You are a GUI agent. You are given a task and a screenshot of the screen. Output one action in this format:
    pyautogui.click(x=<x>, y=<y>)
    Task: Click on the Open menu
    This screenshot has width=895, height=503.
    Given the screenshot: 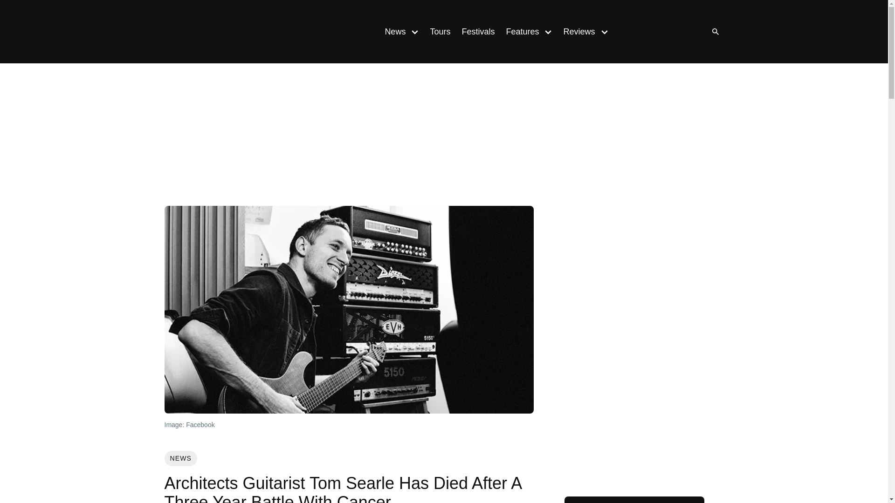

*YOUR TASK*
The material above is to be repeated word for word, with no images kept.

*RESULT FOR THIS TASK*
You are a GUI agent. You are given a task and a screenshot of the screen. Output one action in this format:
    pyautogui.click(x=<x>, y=<y>)
    Task: Click on the Open menu
    This screenshot has width=895, height=503.
    Given the screenshot: 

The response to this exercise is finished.